Cecil Sharp House is proud to announce a new exhibition by Caitlin Hinshelwood, featuring an ambitious series of large-scale textile banners created in response to research from the Vaughan Williams Memorial Library, London, the Working Class Movement Library, Salford, and the People’s History Museum, Manchester. “Kissing the Shuttle” will run 26 September 2017 to 28 January 2018.

The work explores the particular traits of protest and resistance inherent in industrial song, and union banners. The exhibition draws furthermore on the folk practices, forms of communication and community identity that were intrinsically tied to work and the workplace, taking into account the creative role of women in song and folklore practices. Hinshelwood’s banners are intricately screen-printed on silk using embellishments of rosettes, ribbons, ruffles and fringing to adopt the visual language and craftsmanship of historic banners and folk costumes. Imagery touches upon the use of gestures, signs, symbolism, speech and customs performed primarily in the textile trades of the North West of England and Northern Ireland, alongside folk traditions that were closely connected to those communities.

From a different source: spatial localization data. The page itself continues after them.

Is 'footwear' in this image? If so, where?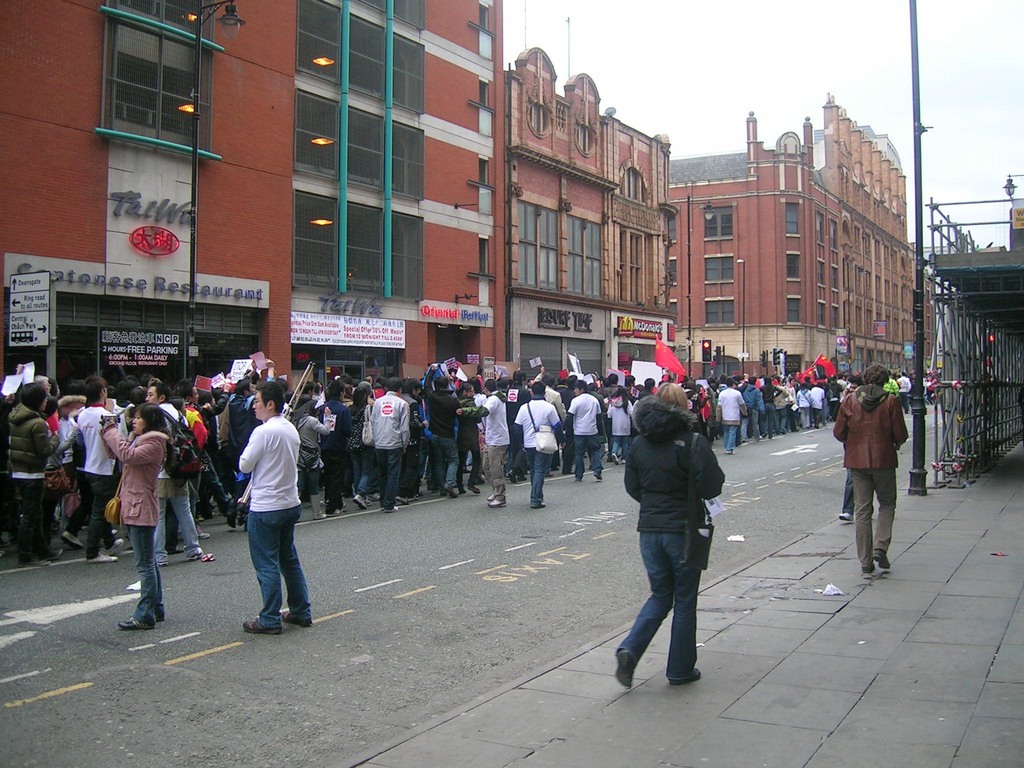
Yes, at left=118, top=619, right=154, bottom=632.
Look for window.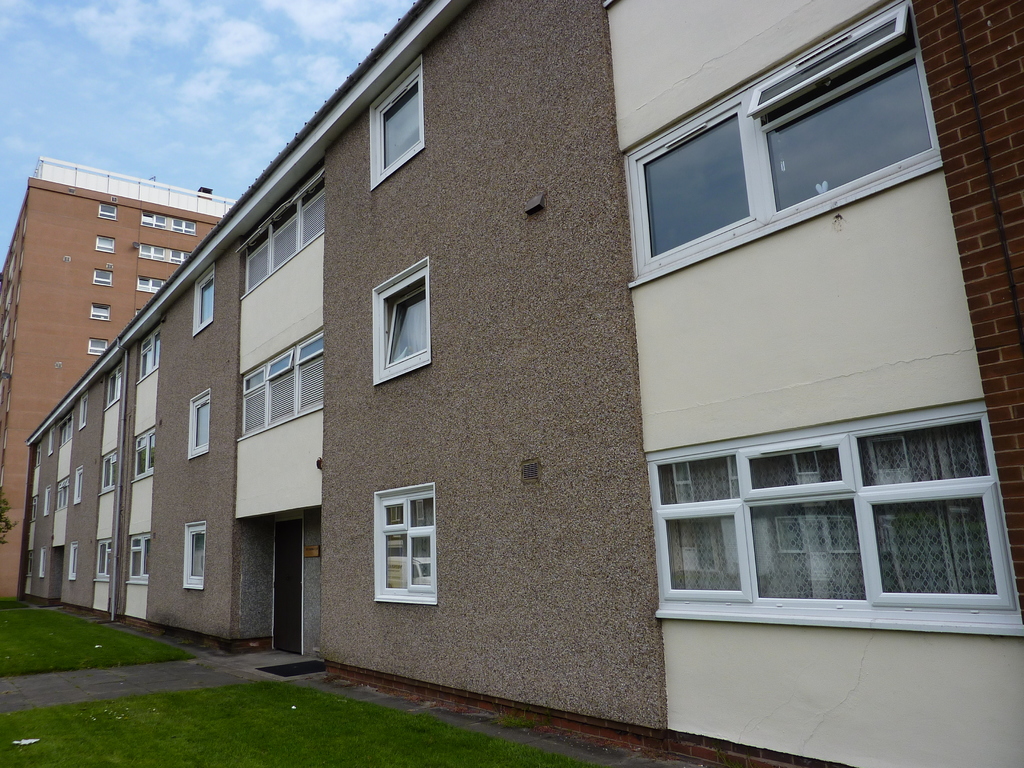
Found: <box>379,489,437,595</box>.
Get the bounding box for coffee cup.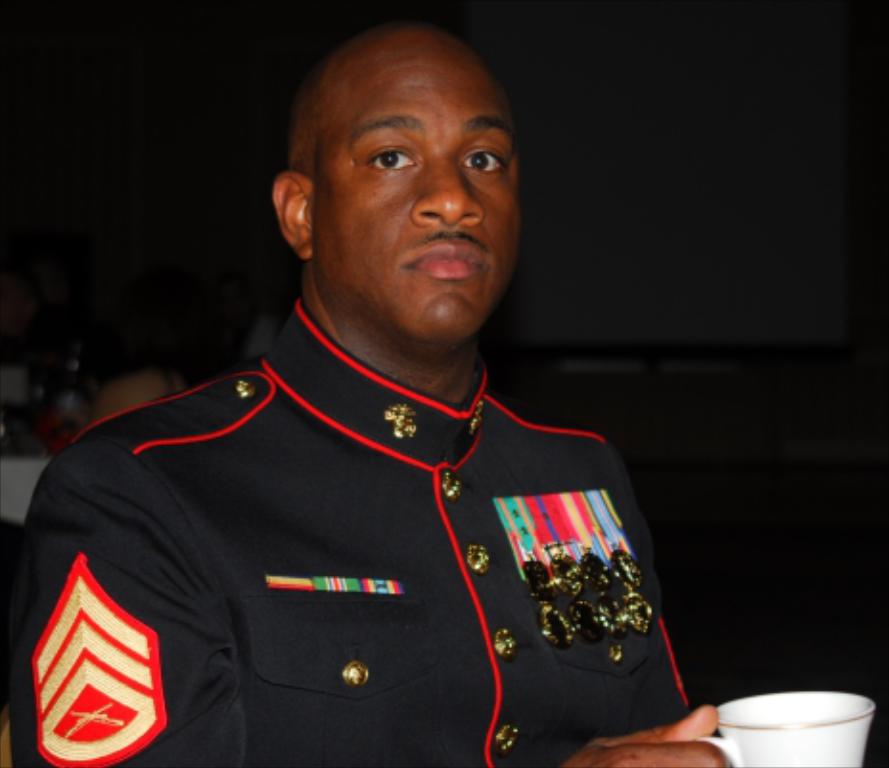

The title, “Kissing the Shuttle”, is the term for a process by which weavers used their mouths to pull thread through the eye of a shuttle – but the practice was widely opposed. Weavers believed it led to the lung disease byssinosis and, as the same shuttles were shared by many weavers, it was also blamed for the widespread transmission of tuberculosis. Even so, in many places it continued even after it had been outlawed in 1952.